In 1887, Robert A. Copeland and W. H. Fleming bought the hotel in Grenfell with a down payment of two yoke of oxen. Eighteen years later in 1905, David Black bought the Granite Hotel from Copeland with a satchel containing $38,000 in cash.
Perhaps the value of the business had grown due to the local myth that U.S. President Theodore Roosevelt had spent the night of Dec. 14, 1901, at the Granite Hotel. A page on the hotel’s register bore the “signatures” of “Theo Roosevelt” and his travelling companions, James J. Hill, president of the Great Northern Railway; U.S. Grant Jr., son of the Civil War general Ulysses S. Grant; and J.A. Garfield Jr., son of President Garfield. Roosevelt, who had just been sworn in as president in September of that year, delivered his State of the Union address on Dec. 3, two weeks before he is alleged to have stayed at the hotel in Grenfell. On Dec. 16, he delivered a message to Congress.
For years, according to Grit and Growth, the story of Grenfell(1980), it was Grenfell’s boast that this famous name graced the register of the Granite Hotel. One man even claimed to have carried President Roosevelt’s luggage from the station to the hotel. It was a period of railway promotion, so it was thought there was an attempt to secure American capital for the building of new railway lines in Canada. Surveys were being made in the vicinity of Grenfell, located 126 km east of Regina on what is now the Trans-Canada Highway. It was suggested that perhaps Roosevelt and his friends were sufficiently interested to come and investigate the possibilities for themselves.
It’s hard to believe in today’s world of social media and “fake news,” but Grenfell’s tale of a brush with greatness was perpetuated for almost 60 years until, in 1960, a former Grenfell resident touched off a chain reaction that finally revealed the hoax. Lionel E. Curran was the “doubting Thomas.” He sent a copy of the hotel’s register to the Library of Congress in Washington DC to have the signatures of Roosevelt and his companions compared to the real ones. The library found that all but that of James J. Hill were fakes. Mr. Curran notified the Grenfell Sunof his findings, and his letter was published on the newspaper’s front page. The Regina Leader-Postpicked up the story and ran a photo of the controversial register page on the front page on Feb. 1, 1960. “The 59-year-old hoax will probably become one of Saskatchewan’s most celebrated of all time,” the Regina paper wrote.
The next morning, Saskatchewan’s Minister of Labour, Hon. C.C. Williams (CCF) contacted the Leader-Post, providing a clue to the origins of the hoax. “The signature of ‘Theo Roosevelt’ is in fact,” said Williams, “the identical handwriting of my late father who was a station agent in a small town near Grenfell at that time.” Williams said he had received a copy of the register page four years before and, not wishing to spoil the story, he said nothing. “I think the real explanation was a hockey game or curling tournament at Grenfell that Saturday night which attracted people from surrounding towns” Williams told the newspaper. “Six or seven ‘Morse boys’ [telegraph operators] got together and had some fun with the register.”
In 1980, the Grenfell local history book concluded its account of the Roosevelt myth by saying: “What better place to relax than in an up-to-date and friendly hotel in a beautiful little town like Grenfell. All we can say is that if he didn’t come it was his loss.”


PROBLEM STATEMENT: When a line of the records contains "Скачать", copy it.

Data records for software interfaces
++++++++++
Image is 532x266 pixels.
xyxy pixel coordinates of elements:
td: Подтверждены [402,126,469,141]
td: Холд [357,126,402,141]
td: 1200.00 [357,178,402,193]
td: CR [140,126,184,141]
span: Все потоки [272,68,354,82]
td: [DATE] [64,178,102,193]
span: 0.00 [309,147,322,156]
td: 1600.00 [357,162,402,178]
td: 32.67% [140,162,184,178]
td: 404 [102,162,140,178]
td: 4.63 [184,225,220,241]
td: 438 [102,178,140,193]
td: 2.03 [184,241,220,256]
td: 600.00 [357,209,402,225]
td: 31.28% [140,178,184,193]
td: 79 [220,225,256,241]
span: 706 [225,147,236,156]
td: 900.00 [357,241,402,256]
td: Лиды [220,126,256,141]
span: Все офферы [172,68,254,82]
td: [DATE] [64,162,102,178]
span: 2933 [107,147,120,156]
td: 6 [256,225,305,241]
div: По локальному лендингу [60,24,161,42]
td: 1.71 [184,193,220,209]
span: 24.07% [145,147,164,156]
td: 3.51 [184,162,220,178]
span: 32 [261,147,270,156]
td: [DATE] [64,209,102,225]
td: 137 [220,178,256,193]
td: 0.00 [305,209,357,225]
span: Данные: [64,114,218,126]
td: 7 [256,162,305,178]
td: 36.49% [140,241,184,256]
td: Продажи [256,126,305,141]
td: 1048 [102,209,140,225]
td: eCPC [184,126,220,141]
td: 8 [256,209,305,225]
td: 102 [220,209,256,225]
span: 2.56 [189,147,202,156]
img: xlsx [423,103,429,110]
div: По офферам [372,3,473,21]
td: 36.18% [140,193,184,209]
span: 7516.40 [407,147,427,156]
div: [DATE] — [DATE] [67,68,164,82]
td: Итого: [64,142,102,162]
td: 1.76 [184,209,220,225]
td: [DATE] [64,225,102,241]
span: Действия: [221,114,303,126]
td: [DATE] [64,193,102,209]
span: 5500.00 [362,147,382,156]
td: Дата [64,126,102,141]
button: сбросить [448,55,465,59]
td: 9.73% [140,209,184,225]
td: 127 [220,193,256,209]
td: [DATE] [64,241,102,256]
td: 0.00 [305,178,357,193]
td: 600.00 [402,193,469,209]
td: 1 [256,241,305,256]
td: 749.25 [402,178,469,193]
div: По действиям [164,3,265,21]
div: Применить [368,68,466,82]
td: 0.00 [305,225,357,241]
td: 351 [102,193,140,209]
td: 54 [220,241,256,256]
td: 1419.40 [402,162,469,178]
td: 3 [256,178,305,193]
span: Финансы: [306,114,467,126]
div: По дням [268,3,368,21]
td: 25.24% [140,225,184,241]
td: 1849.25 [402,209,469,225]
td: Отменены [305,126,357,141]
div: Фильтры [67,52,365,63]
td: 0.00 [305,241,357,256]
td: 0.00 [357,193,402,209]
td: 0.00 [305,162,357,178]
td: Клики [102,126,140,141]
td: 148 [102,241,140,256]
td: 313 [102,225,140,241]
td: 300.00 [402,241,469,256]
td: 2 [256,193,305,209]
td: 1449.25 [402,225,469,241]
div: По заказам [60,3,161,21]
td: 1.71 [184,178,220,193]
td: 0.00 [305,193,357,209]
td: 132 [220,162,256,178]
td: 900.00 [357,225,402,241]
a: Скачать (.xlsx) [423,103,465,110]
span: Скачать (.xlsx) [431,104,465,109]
++++++++++
COMPLETED EXERCISE:
a: Скачать (.xlsx) [423,103,465,110]
span: Скачать (.xlsx) [431,104,465,109]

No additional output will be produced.